Digital technologies and social media are essential to facilitating the pilgrimage market. Social media use is widespread among pilgrims, despite criticism that it undermines sacred sites and experiences (Stanton, 2019). Pilgrimages to the Holy Land are one of the risky and highly contagious mass gathering events that have been heavily impacted by the COVID-19 pandemic. Authorities in the Kingdom of Saudi Arabia (KSA) delayed the entry of foreign pilgrims, suspended all activities around Mecca and Medina, and locked down the country (June 2020), resulting in a year-on-year drop in pilgrimage arrivals of up to 99.7% (Saudi Umrah Statistics 2021). An estimated 18,589 Indonesian pilgrims were evacuated from Saudi Arabia, 2,393 Indonesian pilgrims had to cancel their trip (Kementrian Agama RI, 2022), and pilgrimage providers were forced to diversify their offerings (Hay, 2020). This was a time when the physical pilgrimage became unsafe, forcing pilgrims to disconnect from the Holy Land.
During the forced immobility phase (around 2020–end of 2021), Indonesian pilgrimage providers offered pilgrimage Badal services. The presenter began her observations by focusing on several Indonesian Muthawwifs in Mecca and Medina. Despite the ongoing controversy in the media, pilgrims continued to demonstrate a strong desire to connect and access activities around the Holy Land.

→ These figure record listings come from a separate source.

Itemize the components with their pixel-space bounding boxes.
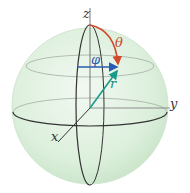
theta-label: θ [115,35,123,50]
x-axis-label: x [51,129,59,144]
phi-label: φ [91,52,101,67]
sphere-figure: z y x θ φ r [0,0,190,193]
y-axis-label: y [169,96,178,111]
z-axis-label: z [82,6,90,21]
r-label: r [110,76,117,91]
spherical-coordinates-diagram: z y x θ φ r [0,0,190,193]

The expanding economic field of Indonesian pilgrimage practice in cyberspace has created more room for individuals to exchange for capital. This growing field offers new habits for internet-savvy individuals and opens up the possibility of religiously reinterpreting rituals. The practice and broadcasted proxy Umrah (badal) on vlogs drew viewers’ emotions and sensory experiences of facing the Kaaba during the forced immobility phase. Muthawwifs’ language expressions (e.g. Prayers being recited, body language and gestures, facial expressions, and way of clothing) effectively capture viewers’ intense feelings. This evidence suggests that networked individuals perceive social media as a means to reconnect with Mecca, allowing them to express the emotional connection they long for with the actual trip. The “always-on” or “24/7 online” of individuals in cyberspace, as Bunt (2009) refers to it, has enabled the process of preserving new religious habitus while accelerating networked individuals during the pandemic, with mobile devices, the ubiquitous availability of broadband internet, and the rise of social networks as a medium of connection.
Her research can be summarized as follows: 1. As the economic domain of pilgrimage expanded into cyberspace, networked individuals came to assign specific mediated religious practices to themselves. 2. While Bourdieu’s perspective sees cybermedia encounters as a growing space for accessing and exchanging agentic capital, pilgrimage guides who broadcast pilgrimages effectively provided a dominant social status and role in established governmental authority. 3. The fluidity and adaptability of networked individuals in hypermediated religious gatherings expanded a relatively flexible religious authority that could adapt to the needs and interests of its audience.